Where the great vision of the guarded mount
Looks toward Namancos and Bayona's hold:
Look homeward Angel now, and melt with ruth,
And, O ye dolphins, waft the hapless youth.

Weep no more, woful Shepherds, weep no more, For Lycidas your sorrow is not dead,

Sunk though he be beneath the wat❜ry floor;

151. Hearse, tomb.

158. Monstrous world, world of monsters.

160. Bellerus was an old Cornish giant.

161. The guarded mount is St. Michael's mount on the coast of Cornwall.

162. Namancos and Bayona stand for a tower and castle in Spain.

163. Angel, i. e. St. Michael.

165. The poet rises above the thought of the dead body, washed hither and thither by the waves, to the imperishable spirit.
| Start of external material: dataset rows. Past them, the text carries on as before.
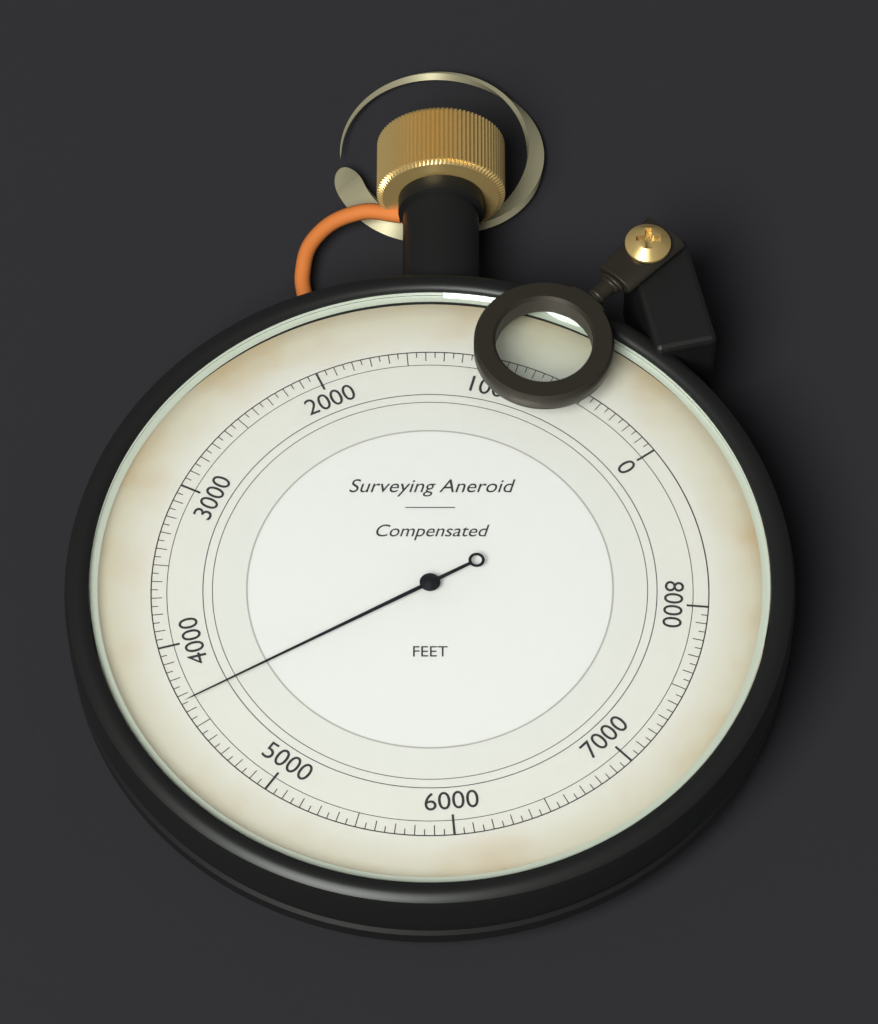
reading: 4350 ft
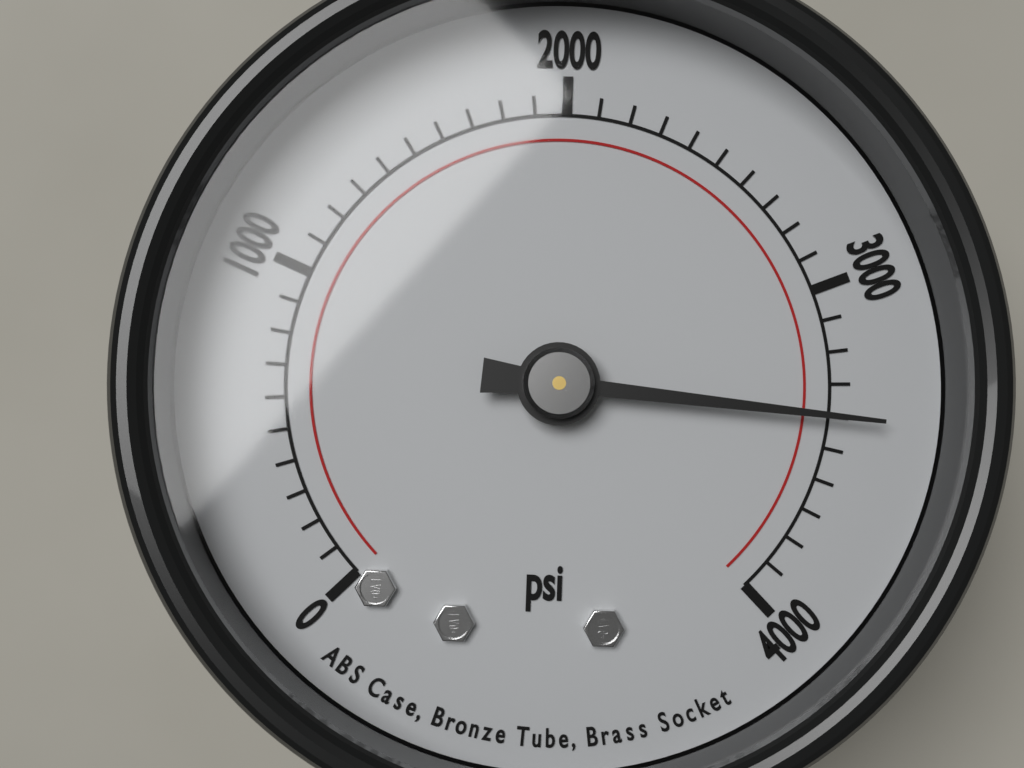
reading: 3400 psi
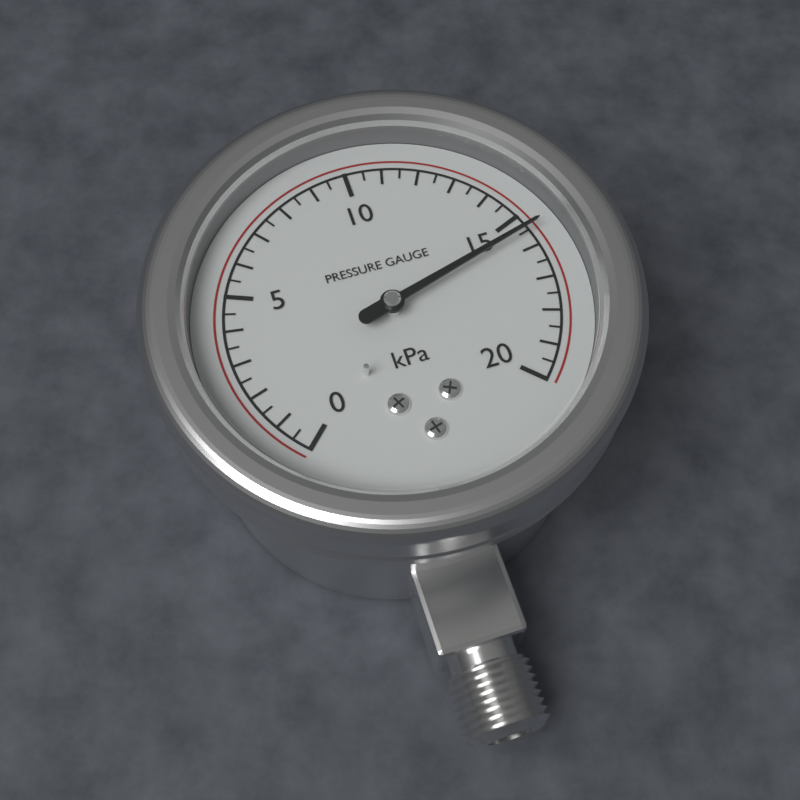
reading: 15.5 kPa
So sinks the day-star in the ocean bed,

And yet anon repairs his drooping head,

170 And tricks his beams, and with new spangled ore Flames in the forehead of the morning sky.

So Lycidas sunk low, but mounted high,

Thro' the dear might of him that walk'd the waves,
Where other groves, and other streams along,

175 With nectar pure his oozy locks he laves,
And hears the unexpressive nuptial song,
In the blest kingdoms meek of joy and love.
There entertain him all the saints above,
In solemn troops, and sweet societies,
180 That sing, and singing in their glory move,
And wipe the tears for ever from his eyes.
Now, Lycidas, the shepherds weep no more;
Henceforth thou art the Genius of the shore,
In thy large recompense, and shalt be good
185 To all that wander in that perilous flood.

Thus sang the uncouth swain to th' oaks and rills,
While the still morn went out with sandals gray,
He touch'd the tender stops of various quills,
With eager thought warbling his Doric lay;
190 And now the sun had stretch'd out all the hills,
And now was dropt into the western bay;

At last he rose, and twitch'd his mantle blew,
To-morrow to fresh woods, and pastures new.

168. Day-star, sun. "Till thy day-star from on high visit me."

186. Milton here speaks in his own voice, not in that of the feigned shepherd.

190. Stretch'd out all the hills, i. e. made long shadows.

193. A line often misquoted, fields being read for woods. Milton was on the eve of his departure for Italy.

FRANCIS BACON.1

66

BIOGRAPHICAL SKETCH.

"FRANCIS BACON," says his great biographer, James Spedding, was born among great events, and brought up among the persons who had to deal with them. It was on the 22d of January, 1560-61, while the young Queen of Scotland, a two-months' widow, was rejecting the terms of reconciliation with England which Elizabeth proffered, and a new Pope in the Vatican was preparing to offer the terms of reconciliation with Rome which Elizabeth rejected, that he came crying into the world, the youngest son of Sir Nicholas Bacon, Lord Keeper of the Great Seal, and Ann, second daughter of Sir Anthony Cooke, an accomplished lady, sister-in-law to the then Secretary of State, Sir William Cecil. . . . What his mother taught him we do not know; but we know that she was a learned, eloquent, and religious woman, full of affection and puritanic fervor, deeply interested in the condition of the Church, and perfectly believing that the cause of the Nonconformists was the whole cause of Christ. . . . Neither do we know what his father taught him; but he appears to have designed him for the service of the State, and we need not doubt that the son of Elizabeth's Lord Keeper, and nephew of her principal secretary, early imbibed a reverence for the mysteries of statesmanship, and

...

1 It is irregular to speak of Lord Bacon, though the form is so common as almost to be usage. He was Francis Bacon, Lord Verulam, Viscount of St. Albans.